Wednesday, June 17, 2009

The Olive Grove

I discovered a few almond trees behind the olives, between them and the fence. The nuts are ripening inside their green cases. That and a hawthorn.

Today Akiva wanted to go to the olive grove since we haven't checked out that area in a while. We ascended the shepherd's trail from the east valley watercourse to emerge on the lower slopes of windsurfer hill and made our way through thorny burnet and rough rocky trails towards the grove. We stopped to watch a young gazelle ahead of us coming down from the lower slopes, passing in front of the olives then pausing as it reached the top of a stone wall. It paused, clearly understanding 'look before you leap' as it figured out its route, then, with a decisive tail wiggle it jumped to the lower level and went on its way.

We also found a whole family of graceful warblers emerging from the dense scrub in what clearly used to be a water channel between the fields. I really will have to post a view of this area as seen from the slopes of windsurfer hill so that you can see that as with gazelle field much of east field between the olive grove and the Pistacio orchard used to be an arrangement of little fields divided from each other by dry stone walls.

We followed the route of the gazelle pretty much after having found no new vegetation in the grove and came across a spread of these little plants in the lower part of the old fields, some kind of sage like herb.. it had no noticeable aroma when squeezed but it was all rather dry and yellowing, very few had any green in them .. yet still bravely trying to grow as it had in the past probably when it was being tended. It is probably a culinary herb.

We also found a magnificent mullein in the lower fields, blooming yellow five petal delicate flowers and the old dry stalks of last season packed along their length with seedpods. Also plenty globe thistle.

Some time along this walk we heard many bee-eater calls and saw to our wonder a beautiful flock crossing between north valley and the neighbourhood - I lost count at 60, there could have been a score more.. there were waves upon waves of them rippling and undulating and yet keeping a set distance from each other it seemed, not a tremendously tight formation but definitely a formation and always a delight to behold with their graceful delta wing shape and rainbow colours. Largest gathering this season yet though normal compared to last two seasons.

Grasses abound, these delicate tassels towering over the ubiquitous oats, by valley road.

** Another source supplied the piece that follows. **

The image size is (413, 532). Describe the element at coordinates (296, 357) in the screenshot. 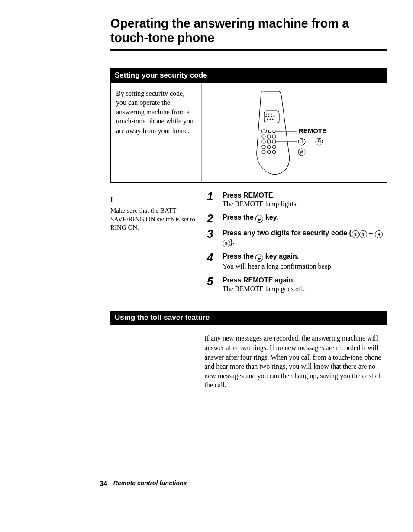

I see `tollsaver-body: If any new messages are recorded, the an…` at that location.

Hyrax also noticed down from valley road and I forgot to mention the fox husband glimpsed between the pines between central trail and north valley trail yesterday afternoon.

Other birds: a pair of syrian woodpeckers in the eucalyptus by east field, looked out for more which would indicate a family but didn't see. Calls also heard.

Sunset greenfinch chorus around look-out corner was very lively today, plenty twittering, singing, chawing, all the local males getting in the act from the sound of it. That, together with a distant blackbird song, the cries of a stone curlew somewhere in gazelle field and singing from four different mosques on nearby hilltops was all quite surreal.

Garden: house sparrows, white spectacled bulbul and laughing doves, I didn't notice sunbirds today, they were quiet or I slept right through them but husband did notice one zip between window and Bauhinia. I also heard jackdaw calls early afternoon and as usual hooded crows were ubiquitous, a flock returning today from Hizmeh area towards sunset, heading back over lower slopes of windsurfer hill towards their roost in east valley. Feral pigeons about building tops as usual.

Weather: We left at ~6.50 p.m. temp then was 22.8 degrees C, humidity 63% wind WNW 0.9 kt. Range today was 17-26 degrees C. For a change I remembered to get the figures from the weather station just before leaving rather than read it off the line graphs at the end of the day as I usually do... then forgot the notebook to jot down obs in the field! No doubt I'll remember something I forgot to mention later, and I still have more burrs to pick out before tomorrow's expedition! I was amused to read that the invention of velcro was inspired by a man's observations of the burrs that stuck to his dog's fur. Those ''caterpillar" burrs definitely work just like that.




1 comment:

Susan said...

I have been seeing a lot of bee-eaters on my side of the valley in the last couple of days. Am wondering, is this a seasonal bird? I haven't seen them in a while, and now they are here in number.